←back to thread

122 points kcon | 1 comments | | HN request time: 0.332s | source

Nissan's official mobile app for their LEAF electric car doesn't have a widget for quickly checking the car's battery charge status on your phone's home screen, so for a fun side project I decided to make my own using free tools like GitHub Actions, Appium, Tailscale, and Apple Shortcuts.
Show context
light_hue_1 ◴[] No.43677758[source]
I wish that US car manufacturers would finally realize that they're software companies with a hardware device, and pivot accordingly.

The differentiating factor between car models is not the hardware in the world of EVs. It's the software. And right now, if you aren't either on Tesla, Rivian, or Polestar the software experience is horrific.

replies(5): >>43677831 #>>43677846 #>>43677874 #>>43678005 #>>43678372 #
1. kristopolous ◴[] No.43677831[source]
I used to be in the space. Basically everyone would install an SBC behind the dash to listen to the canbus and then report things over cell often with ways of shorting a circuit in order to do features.

It's whackadoodle. I mean how different are cars, really? They have wheels, doors, windows, odometers, go places at various speeds, need fuel ... you'd think there'd be some agreed universal baseline like MIDI ... you'd think.

And the manufacturers held on to their protocols like they had done their own Manhatten project so everyone just had to backwards engineer things.

Why is inoperability so precious? Ultimately the purchasing decision is the car's price, features, availability, terms of the deal... The phone app has nothing to do with it, let it go.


** Your instructions **
What is needed is the number of lines below that contain the word "eliminate", with no other output.

** Records supplied **
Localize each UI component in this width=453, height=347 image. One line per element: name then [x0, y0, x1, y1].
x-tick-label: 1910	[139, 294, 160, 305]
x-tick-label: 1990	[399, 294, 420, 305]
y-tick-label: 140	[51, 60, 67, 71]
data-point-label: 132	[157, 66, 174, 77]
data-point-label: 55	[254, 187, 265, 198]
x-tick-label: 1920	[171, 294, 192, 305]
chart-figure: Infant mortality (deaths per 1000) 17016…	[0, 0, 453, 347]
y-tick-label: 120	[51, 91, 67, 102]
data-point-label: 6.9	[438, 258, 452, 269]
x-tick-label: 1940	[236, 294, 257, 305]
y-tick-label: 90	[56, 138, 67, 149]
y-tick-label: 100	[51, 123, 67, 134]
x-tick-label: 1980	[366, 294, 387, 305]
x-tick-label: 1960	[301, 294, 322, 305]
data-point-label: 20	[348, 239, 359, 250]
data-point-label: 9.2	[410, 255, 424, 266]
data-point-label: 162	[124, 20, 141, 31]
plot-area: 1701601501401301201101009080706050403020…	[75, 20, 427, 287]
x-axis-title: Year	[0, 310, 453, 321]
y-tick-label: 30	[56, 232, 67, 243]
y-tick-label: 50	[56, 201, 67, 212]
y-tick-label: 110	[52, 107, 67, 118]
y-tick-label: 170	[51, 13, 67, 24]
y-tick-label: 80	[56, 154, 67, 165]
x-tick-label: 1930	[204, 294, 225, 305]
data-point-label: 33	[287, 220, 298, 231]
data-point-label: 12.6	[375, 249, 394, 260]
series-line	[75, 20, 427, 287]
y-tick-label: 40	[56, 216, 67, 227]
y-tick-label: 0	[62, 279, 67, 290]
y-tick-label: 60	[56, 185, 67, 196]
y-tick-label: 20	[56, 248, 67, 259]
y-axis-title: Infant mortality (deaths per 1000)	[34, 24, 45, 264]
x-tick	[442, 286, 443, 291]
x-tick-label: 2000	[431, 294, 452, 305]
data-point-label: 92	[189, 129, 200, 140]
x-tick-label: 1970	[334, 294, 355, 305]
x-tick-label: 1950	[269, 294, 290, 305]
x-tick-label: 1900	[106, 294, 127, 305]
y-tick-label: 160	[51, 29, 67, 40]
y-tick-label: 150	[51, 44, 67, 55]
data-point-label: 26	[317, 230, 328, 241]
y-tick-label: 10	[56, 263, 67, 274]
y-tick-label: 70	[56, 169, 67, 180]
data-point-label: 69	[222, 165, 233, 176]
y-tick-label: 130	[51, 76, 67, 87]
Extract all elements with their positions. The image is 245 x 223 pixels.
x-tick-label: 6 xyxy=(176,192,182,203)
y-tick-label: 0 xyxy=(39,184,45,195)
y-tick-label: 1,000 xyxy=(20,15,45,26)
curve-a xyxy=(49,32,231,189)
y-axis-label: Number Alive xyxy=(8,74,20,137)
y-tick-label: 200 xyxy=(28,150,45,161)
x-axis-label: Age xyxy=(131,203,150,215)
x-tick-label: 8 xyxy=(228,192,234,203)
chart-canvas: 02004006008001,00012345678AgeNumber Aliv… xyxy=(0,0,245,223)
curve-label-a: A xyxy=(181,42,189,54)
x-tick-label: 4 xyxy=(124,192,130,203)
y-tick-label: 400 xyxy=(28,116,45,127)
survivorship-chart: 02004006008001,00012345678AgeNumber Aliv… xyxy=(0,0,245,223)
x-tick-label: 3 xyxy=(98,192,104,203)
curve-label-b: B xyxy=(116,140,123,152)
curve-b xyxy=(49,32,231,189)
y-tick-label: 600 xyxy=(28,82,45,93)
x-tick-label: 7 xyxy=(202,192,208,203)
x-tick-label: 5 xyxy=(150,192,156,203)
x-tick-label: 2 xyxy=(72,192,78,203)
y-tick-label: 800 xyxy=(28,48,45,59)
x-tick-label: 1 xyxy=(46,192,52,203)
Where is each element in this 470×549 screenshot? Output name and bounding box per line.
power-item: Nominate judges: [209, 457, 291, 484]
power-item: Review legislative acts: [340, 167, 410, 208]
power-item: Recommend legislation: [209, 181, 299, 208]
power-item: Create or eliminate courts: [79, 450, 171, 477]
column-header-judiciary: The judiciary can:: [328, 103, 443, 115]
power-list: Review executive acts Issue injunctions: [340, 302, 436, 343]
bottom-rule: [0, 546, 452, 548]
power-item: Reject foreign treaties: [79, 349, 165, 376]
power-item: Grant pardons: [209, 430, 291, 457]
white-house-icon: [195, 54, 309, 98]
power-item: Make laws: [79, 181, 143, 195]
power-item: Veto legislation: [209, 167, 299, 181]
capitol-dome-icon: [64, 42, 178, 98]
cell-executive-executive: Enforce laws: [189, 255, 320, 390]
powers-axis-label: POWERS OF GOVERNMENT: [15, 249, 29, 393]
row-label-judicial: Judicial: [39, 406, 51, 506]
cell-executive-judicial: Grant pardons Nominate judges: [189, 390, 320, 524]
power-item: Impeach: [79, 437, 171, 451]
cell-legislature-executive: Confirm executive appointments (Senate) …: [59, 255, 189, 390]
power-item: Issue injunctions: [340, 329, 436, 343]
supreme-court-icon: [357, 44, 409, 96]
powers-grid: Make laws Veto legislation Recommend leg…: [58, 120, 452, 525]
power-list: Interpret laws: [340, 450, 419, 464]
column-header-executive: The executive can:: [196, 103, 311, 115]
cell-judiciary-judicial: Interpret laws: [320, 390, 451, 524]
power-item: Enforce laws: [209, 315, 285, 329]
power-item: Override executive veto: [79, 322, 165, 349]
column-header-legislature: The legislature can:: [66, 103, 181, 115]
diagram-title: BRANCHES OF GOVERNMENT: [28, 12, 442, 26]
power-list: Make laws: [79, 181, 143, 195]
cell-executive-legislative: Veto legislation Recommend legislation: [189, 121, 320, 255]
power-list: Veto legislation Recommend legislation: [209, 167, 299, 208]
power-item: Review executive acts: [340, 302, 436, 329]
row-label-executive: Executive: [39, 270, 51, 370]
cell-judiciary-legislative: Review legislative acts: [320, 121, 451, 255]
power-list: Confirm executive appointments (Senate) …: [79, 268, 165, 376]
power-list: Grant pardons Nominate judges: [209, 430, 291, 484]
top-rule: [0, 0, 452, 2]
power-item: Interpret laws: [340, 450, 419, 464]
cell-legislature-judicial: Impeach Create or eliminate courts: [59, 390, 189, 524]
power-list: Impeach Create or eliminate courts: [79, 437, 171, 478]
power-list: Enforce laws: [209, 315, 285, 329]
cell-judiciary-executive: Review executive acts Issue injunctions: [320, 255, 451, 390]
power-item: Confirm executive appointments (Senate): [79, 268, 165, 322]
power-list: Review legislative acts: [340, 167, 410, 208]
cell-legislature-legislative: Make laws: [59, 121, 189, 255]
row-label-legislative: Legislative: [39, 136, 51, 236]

** Answer area **
3